Exclude every picture. Output verbatim the lines from the one containing "Identify the location of cloud-icon." to the end of the data.

╔══

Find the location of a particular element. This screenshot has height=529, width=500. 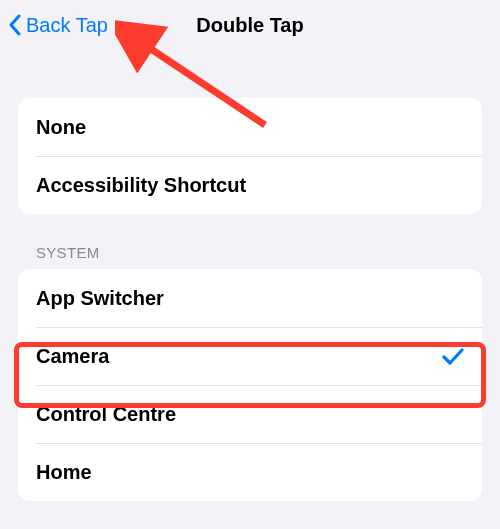

option-home: Home is located at coordinates (250, 472).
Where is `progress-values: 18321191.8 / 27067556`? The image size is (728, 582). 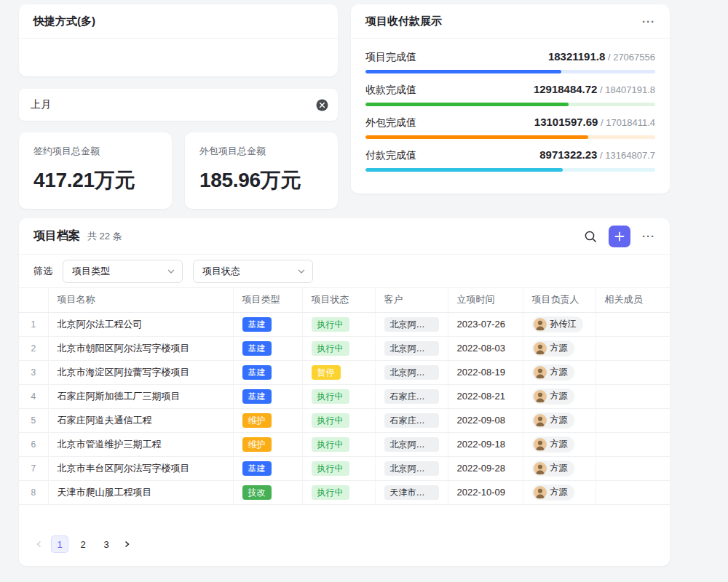
progress-values: 18321191.8 / 27067556 is located at coordinates (601, 57).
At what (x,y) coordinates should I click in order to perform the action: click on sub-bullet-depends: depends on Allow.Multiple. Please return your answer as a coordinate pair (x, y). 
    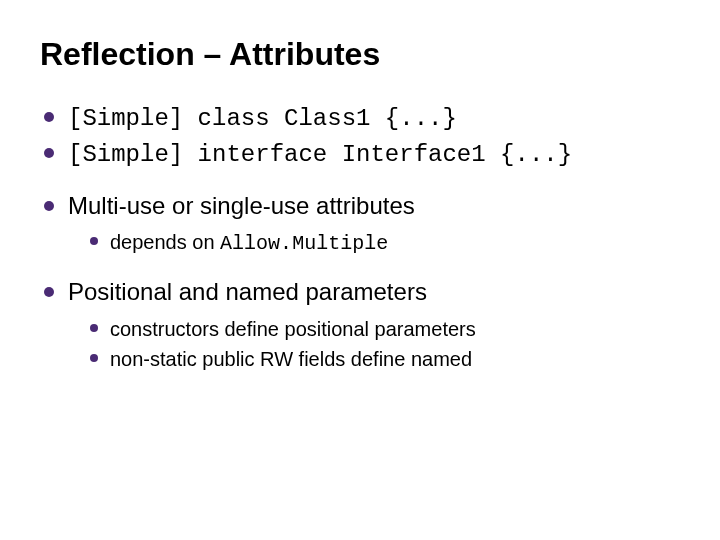
    Looking at the image, I should click on (384, 243).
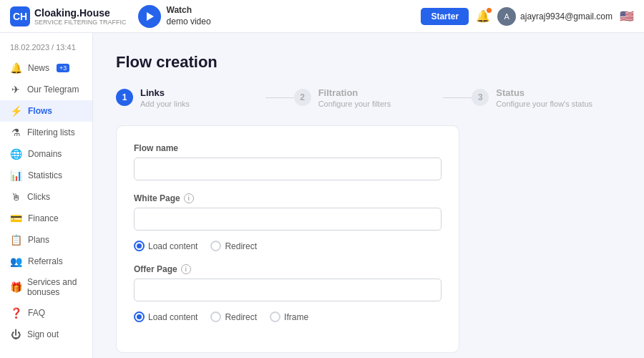  Describe the element at coordinates (72, 13) in the screenshot. I see `logo-text: Cloaking.House` at that location.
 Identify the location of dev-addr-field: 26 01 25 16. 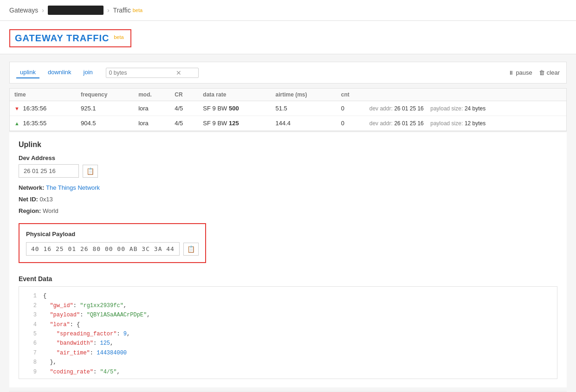
(49, 171).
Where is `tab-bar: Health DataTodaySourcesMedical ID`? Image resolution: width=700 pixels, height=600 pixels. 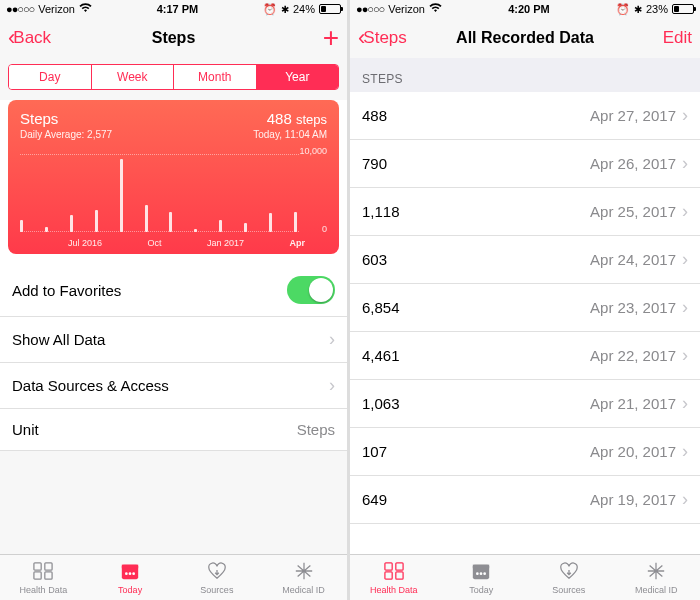 tab-bar: Health DataTodaySourcesMedical ID is located at coordinates (174, 577).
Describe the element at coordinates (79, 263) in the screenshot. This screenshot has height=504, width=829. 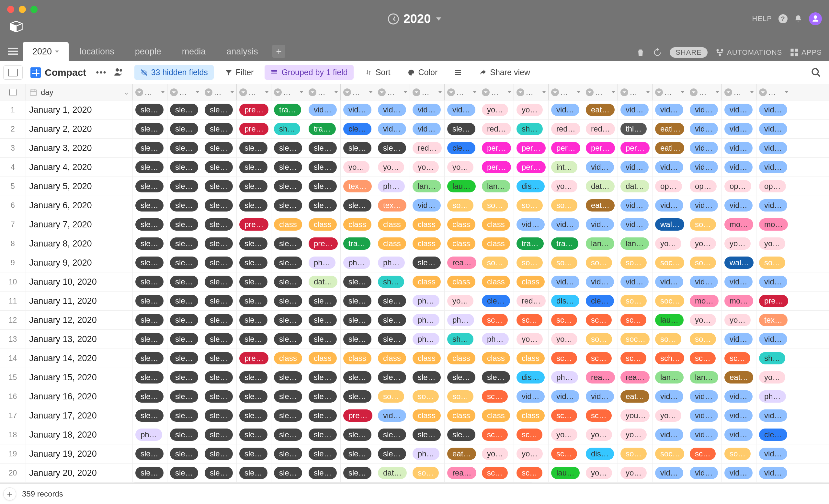
I see `cell-day: January 9, 2020` at that location.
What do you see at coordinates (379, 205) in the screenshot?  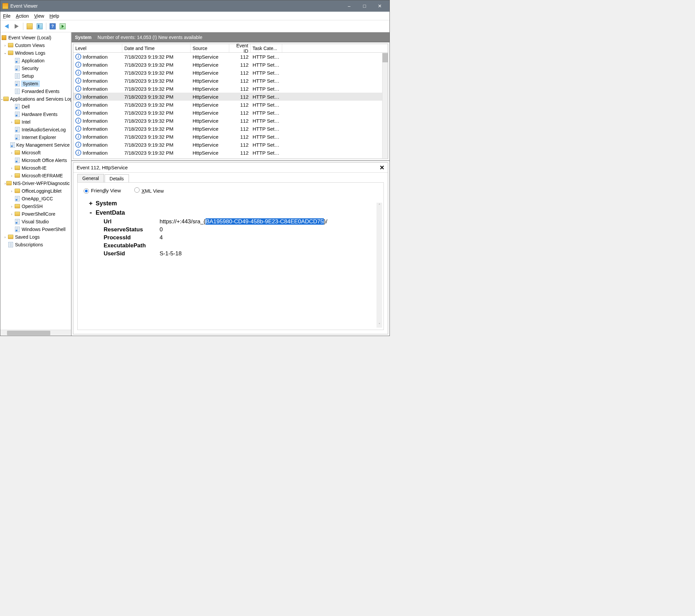 I see `scroll-up-icon: ˄` at bounding box center [379, 205].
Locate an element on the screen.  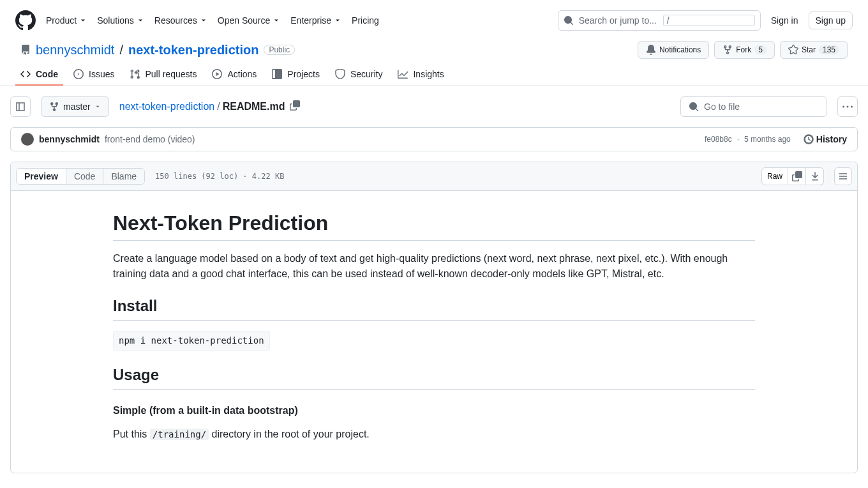
star-button: Star 135 is located at coordinates (814, 50).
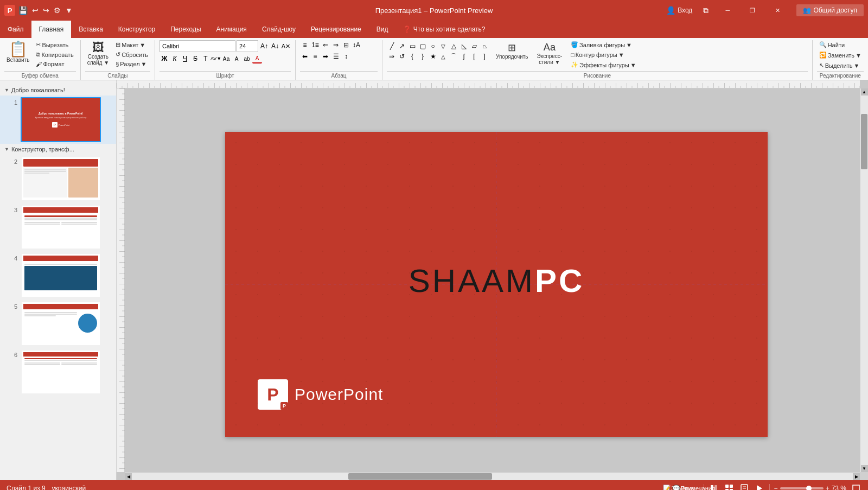 This screenshot has width=868, height=490. I want to click on vertical-scrollbar: ▲ ▼, so click(864, 280).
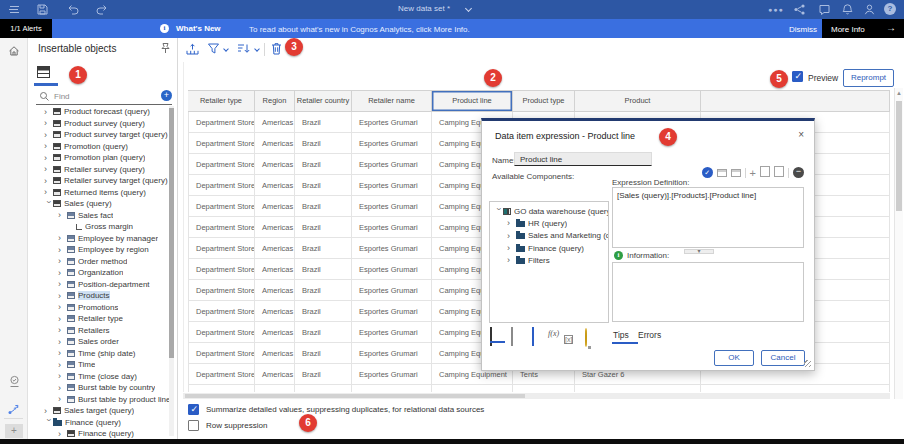 The width and height of the screenshot is (904, 444). I want to click on search-input: Find, so click(62, 96).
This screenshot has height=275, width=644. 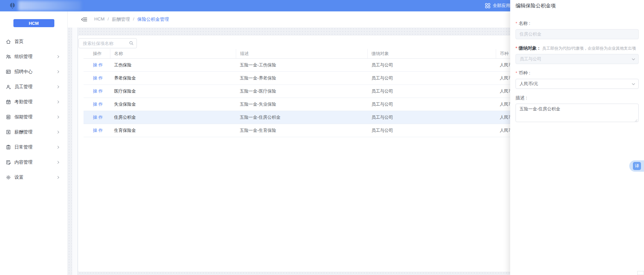 I want to click on sidebar-item-home: 首页, so click(x=34, y=42).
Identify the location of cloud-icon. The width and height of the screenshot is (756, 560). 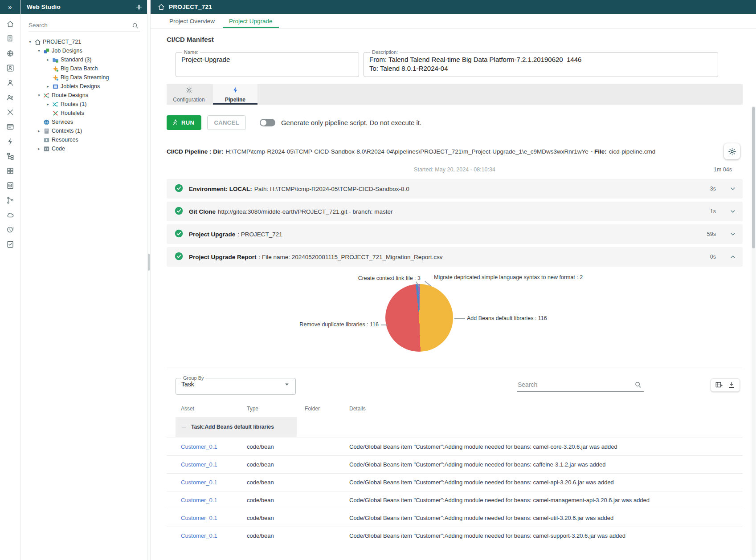
(10, 215).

╚══

_Exercise response:_
Identify the location of cloud-icon. The width and height of the screenshot is (756, 560). 
(10, 215).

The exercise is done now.